Genre: Science Fiction, Horror, Short Stories
The Brains of Rats
When Michael Blumlein’s debut collection The Brains of Rats (1990) first appeared, it marked the arrival of a major new talent, earning widespread acclaim from mainstream critics as well as genre stalwarts Peter Straub, Harlan Ellison, Pat Cadigan and many others.

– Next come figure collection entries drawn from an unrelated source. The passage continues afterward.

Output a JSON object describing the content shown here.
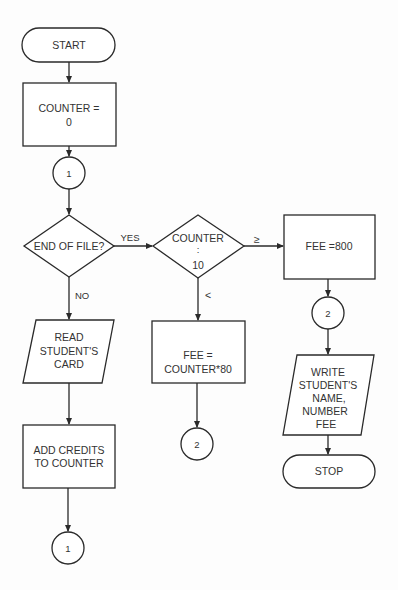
{
  "flowchart": {
    "nodes": [
      {
        "id": "start",
        "type": "terminal",
        "lines": [
          "START"
        ]
      },
      {
        "id": "init_counter",
        "type": "process",
        "lines": [
          "COUNTER =",
          "0"
        ]
      },
      {
        "id": "connector_1_top",
        "type": "connector",
        "lines": [
          "1"
        ]
      },
      {
        "id": "end_of_file",
        "type": "decision",
        "lines": [
          "END OF FILE?"
        ]
      },
      {
        "id": "read_card",
        "type": "input-output",
        "lines": [
          "READ",
          "STUDENT'S",
          "CARD"
        ]
      },
      {
        "id": "add_credits",
        "type": "process",
        "lines": [
          "ADD CREDITS",
          "TO COUNTER"
        ]
      },
      {
        "id": "connector_1_bottom",
        "type": "connector",
        "lines": [
          "1"
        ]
      },
      {
        "id": "counter_compare",
        "type": "decision",
        "lines": [
          "COUNTER",
          ":",
          "10"
        ]
      },
      {
        "id": "fee_counter",
        "type": "process",
        "lines": [
          "FEE =",
          "COUNTER*80"
        ]
      },
      {
        "id": "connector_2_mid",
        "type": "connector",
        "lines": [
          "2"
        ]
      },
      {
        "id": "fee_800",
        "type": "process",
        "lines": [
          "FEE =800"
        ]
      },
      {
        "id": "connector_2_right",
        "type": "connector",
        "lines": [
          "2"
        ]
      },
      {
        "id": "write_output",
        "type": "input-output",
        "lines": [
          "WRITE",
          "STUDENT'S",
          "NAME,",
          "NUMBER",
          "FEE"
        ]
      },
      {
        "id": "stop",
        "type": "terminal",
        "lines": [
          "STOP"
        ]
      }
    ],
    "edge_labels": {
      "yes": "YES",
      "no": "NO",
      "gte": "≥",
      "lt": "<"
    },
    "edges": [
      {
        "from": "start",
        "to": "init_counter"
      },
      {
        "from": "init_counter",
        "to": "connector_1_top"
      },
      {
        "from": "connector_1_top",
        "to": "end_of_file"
      },
      {
        "from": "end_of_file",
        "to": "counter_compare",
        "label": "YES"
      },
      {
        "from": "end_of_file",
        "to": "read_card",
        "label": "NO"
      },
      {
        "from": "read_card",
        "to": "add_credits"
      },
      {
        "from": "add_credits",
        "to": "connector_1_bottom"
      },
      {
        "from": "counter_compare",
        "to": "fee_800",
        "label": "≥"
      },
      {
        "from": "counter_compare",
        "to": "fee_counter",
        "label": "<"
      },
      {
        "from": "fee_counter",
        "to": "connector_2_mid"
      },
      {
        "from": "fee_800",
        "to": "connector_2_right"
      },
      {
        "from": "connector_2_right",
        "to": "write_output"
      },
      {
        "from": "write_output",
        "to": "stop"
      }
    ]
  }
}
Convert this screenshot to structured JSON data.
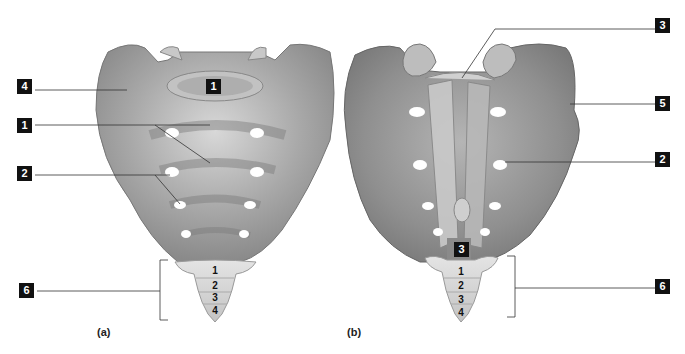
{
  "figure": {
    "panels": [
      {
        "caption": "(a)",
        "view": "anterior",
        "labels": [
          {
            "id": "4",
            "target": "ala"
          },
          {
            "id": "1",
            "target": "base / body (superior)"
          },
          {
            "id": "1",
            "target": "transverse ridges / body"
          },
          {
            "id": "2",
            "target": "anterior sacral foramina"
          },
          {
            "id": "6",
            "target": "coccyx"
          }
        ],
        "coccyx_segments": [
          "1",
          "2",
          "3",
          "4"
        ]
      },
      {
        "caption": "(b)",
        "view": "posterior",
        "labels": [
          {
            "id": "3",
            "target": "sacral canal (superior opening)"
          },
          {
            "id": "5",
            "target": "auricular surface / lateral"
          },
          {
            "id": "2",
            "target": "posterior sacral foramina"
          },
          {
            "id": "3",
            "target": "sacral hiatus"
          },
          {
            "id": "6",
            "target": "coccyx"
          }
        ],
        "coccyx_segments": [
          "1",
          "2",
          "3",
          "4"
        ]
      }
    ]
  },
  "tags": {
    "a_4": "4",
    "a_1_top": "1",
    "a_1": "1",
    "a_2": "2",
    "a_6": "6",
    "b_3_top": "3",
    "b_5": "5",
    "b_2": "2",
    "b_3_bottom": "3",
    "b_6": "6"
  },
  "captions": {
    "a": "(a)",
    "b": "(b)"
  },
  "coccyx": {
    "a": [
      "1",
      "2",
      "3",
      "4"
    ],
    "b": [
      "1",
      "2",
      "3",
      "4"
    ]
  }
}
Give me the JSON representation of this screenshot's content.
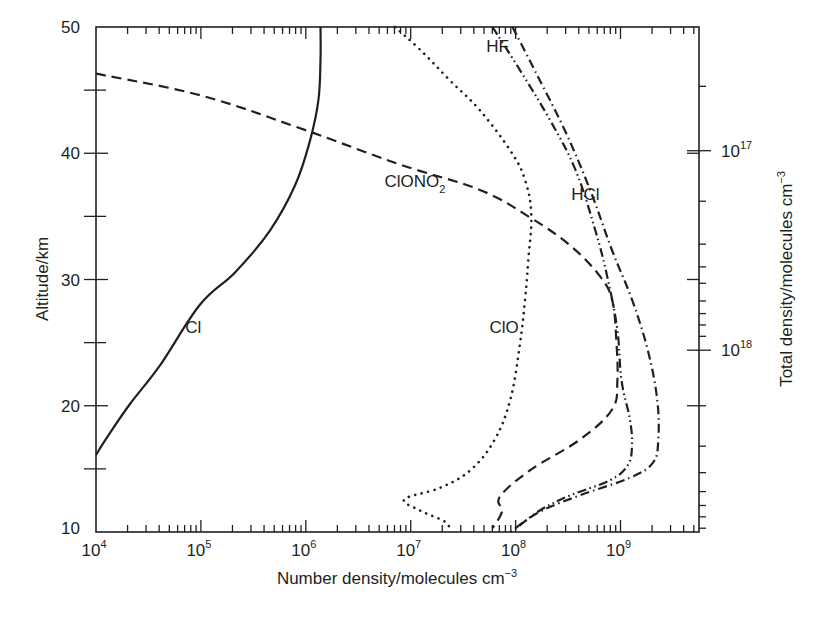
{
  "chart_data": {
    "type": "line",
    "title": "",
    "xlabel": "Number density/molecules cm",
    "xlabel_superscript": "−3",
    "ylabel": "Altitude/km",
    "y2label": "Total density/molecules cm",
    "y2label_superscript": "−3",
    "x_scale": "log",
    "xlim_log10": [
      4,
      9.75
    ],
    "ylim": [
      10,
      50
    ],
    "grid": false,
    "legend": "inline curve labels",
    "x_ticks": [
      {
        "base": "10",
        "exp": "4",
        "log10": 4
      },
      {
        "base": "10",
        "exp": "5",
        "log10": 5
      },
      {
        "base": "10",
        "exp": "6",
        "log10": 6
      },
      {
        "base": "10",
        "exp": "7",
        "log10": 7
      },
      {
        "base": "10",
        "exp": "8",
        "log10": 8
      },
      {
        "base": "10",
        "exp": "9",
        "log10": 9
      }
    ],
    "y_ticks": [
      10,
      20,
      30,
      40,
      50
    ],
    "y2_ticks": [
      {
        "base": "10",
        "exp": "17",
        "altitude_km": 40.2
      },
      {
        "base": "10",
        "exp": "18",
        "altitude_km": 24.4
      }
    ],
    "y2_minor_tick_altitudes_km": [
      45.3,
      36.2,
      32.8,
      31.0,
      29.7,
      28.3,
      27.3,
      26.4,
      25.5,
      20.0,
      16.8,
      14.7,
      13.2,
      12.1,
      11.2,
      10.3
    ],
    "series": [
      {
        "name": "Cl",
        "style": "solid",
        "label": {
          "text": "Cl",
          "x_log10": 4.85,
          "km": 25.8
        },
        "points_log10x_km": [
          [
            4.0,
            16.1
          ],
          [
            4.09,
            17.3
          ],
          [
            4.32,
            20.1
          ],
          [
            4.61,
            23.2
          ],
          [
            4.99,
            28.0
          ],
          [
            5.33,
            30.6
          ],
          [
            5.66,
            33.9
          ],
          [
            5.9,
            37.5
          ],
          [
            6.04,
            41.0
          ],
          [
            6.12,
            44.2
          ],
          [
            6.14,
            47.4
          ],
          [
            6.14,
            50.0
          ]
        ]
      },
      {
        "name": "ClONO2",
        "style": "dashed",
        "label": {
          "text": "ClONO",
          "sub": "2",
          "x_log10": 6.75,
          "km": 37.3
        },
        "points_log10x_km": [
          [
            4.0,
            46.3
          ],
          [
            4.99,
            44.6
          ],
          [
            5.94,
            42.0
          ],
          [
            6.9,
            39.1
          ],
          [
            7.66,
            37.1
          ],
          [
            8.14,
            34.9
          ],
          [
            8.52,
            32.7
          ],
          [
            8.8,
            30.3
          ],
          [
            8.92,
            28.4
          ],
          [
            8.96,
            25.2
          ],
          [
            8.97,
            22.0
          ],
          [
            8.92,
            19.7
          ],
          [
            8.61,
            17.3
          ],
          [
            8.14,
            14.9
          ],
          [
            7.85,
            12.8
          ],
          [
            7.87,
            11.6
          ],
          [
            7.78,
            10.3
          ]
        ]
      },
      {
        "name": "ClO",
        "style": "dotted",
        "label": {
          "text": "ClO",
          "x_log10": 7.75,
          "km": 25.8
        },
        "points_log10x_km": [
          [
            6.85,
            50.0
          ],
          [
            7.09,
            48.2
          ],
          [
            7.37,
            45.8
          ],
          [
            7.66,
            43.4
          ],
          [
            7.95,
            40.2
          ],
          [
            8.09,
            37.9
          ],
          [
            8.15,
            35.1
          ],
          [
            8.12,
            31.5
          ],
          [
            8.09,
            28.4
          ],
          [
            8.04,
            24.8
          ],
          [
            7.95,
            20.5
          ],
          [
            7.8,
            17.3
          ],
          [
            7.57,
            14.9
          ],
          [
            7.28,
            13.5
          ],
          [
            6.94,
            12.6
          ],
          [
            7.09,
            11.7
          ],
          [
            7.33,
            10.8
          ],
          [
            7.37,
            10.1
          ]
        ]
      },
      {
        "name": "HF",
        "style": "dash-dot-dot",
        "label": {
          "text": "HF",
          "x_log10": 7.72,
          "km": 48.0
        },
        "points_log10x_km": [
          [
            7.78,
            50.0
          ],
          [
            8.04,
            46.6
          ],
          [
            8.33,
            42.6
          ],
          [
            8.57,
            38.7
          ],
          [
            8.76,
            33.9
          ],
          [
            8.88,
            30.0
          ],
          [
            8.97,
            26.0
          ],
          [
            9.01,
            22.0
          ],
          [
            9.09,
            18.9
          ],
          [
            9.11,
            16.9
          ],
          [
            9.07,
            15.3
          ],
          [
            8.9,
            14.1
          ],
          [
            8.52,
            12.9
          ],
          [
            8.23,
            11.7
          ],
          [
            7.99,
            10.2
          ]
        ]
      },
      {
        "name": "HCl",
        "style": "dash-dot",
        "label": {
          "text": "HCl",
          "x_log10": 8.53,
          "km": 36.3
        },
        "points_log10x_km": [
          [
            7.97,
            50.0
          ],
          [
            8.18,
            46.6
          ],
          [
            8.47,
            41.8
          ],
          [
            8.71,
            37.1
          ],
          [
            8.92,
            32.3
          ],
          [
            9.11,
            28.4
          ],
          [
            9.26,
            24.4
          ],
          [
            9.35,
            20.5
          ],
          [
            9.36,
            17.3
          ],
          [
            9.31,
            15.5
          ],
          [
            9.09,
            14.3
          ],
          [
            8.61,
            12.9
          ],
          [
            8.23,
            11.6
          ],
          [
            7.95,
            10.0
          ]
        ]
      }
    ]
  },
  "colors": {
    "ink": "#231f20",
    "background": "#ffffff"
  }
}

In the World Fantasy Award-nominated title story, a geneticist conflicted over his own sexuality, and the nature of male and female gender roles in general, proposes a drastic solution. The politically charged "Tissue Ablation and Variant Regeneration: A Case Report" describes in chilling detail a surgeon’s evisceration of President Ronald Reagan. In "Bestseller," a struggling novelist unable to sell his books must sell something else unthinkably horrific in order to provide for his family. In these and the nine other startlingly original stories in this collection, Blumlein blurs the boundaries between horror, science fiction and fantasy, creating a strange and nightmarish world not unlike our own, where nothing is what it seems.
What the Doctor Ordered
Written over the course of three decades, these remarkable stories showcase the breadth and power of Michael Blumlein’s vision. By turns prescient, poignant, haunting and humorous, they consistently amaze and delight. They are celebrations: of science, of love, of partnership, of difference. They are odes to the joy of discovery, inside and out. They are populated by heroes Ñ fallen heroes, everyday heroes, heroes as tall as a redwood or as tiny as a blade of grass. They are powered by sex, romance, pleasure in all its forms, anguish in some of its forms, ambition and music.
These are political stories. Blumlein is nothing if not humane and just. And funny. His signature wit is on full display. The man is a born barker, a pitchman for the weird, the provocative and the ridiculous. He’s a nature boy. He’s sentimental. He’s a student and a biology geek.
X, Y
Frankie watched herself in the mirror as she danced in the strip joint–it was the only way to get through the act. But then the fat man came into the club, and the siren screamed, and Frankie’s world shattered like a thousand shards of glass.
In the morning, she isn’t Frankie any more. She doesn’t remember who she is. She knows for certain only one solid truth: that she is a man. As for Terry, her boyfriend, he cannot understand what his little sex object is trying to tell him.
Frankie, trapped and livid, slowly learns to live as a captive in a woman’s skin, and learns to rule over her poor lover. She makes him work for her. She makes him wait on her. She uses her stranger’s body to torture him with his own desire.
They are an ordinary couple in a private hell. A man and a woman in changed places; a man and a woman exploring all the cruelty and darkness and horror that was once hidden between a woman and a man.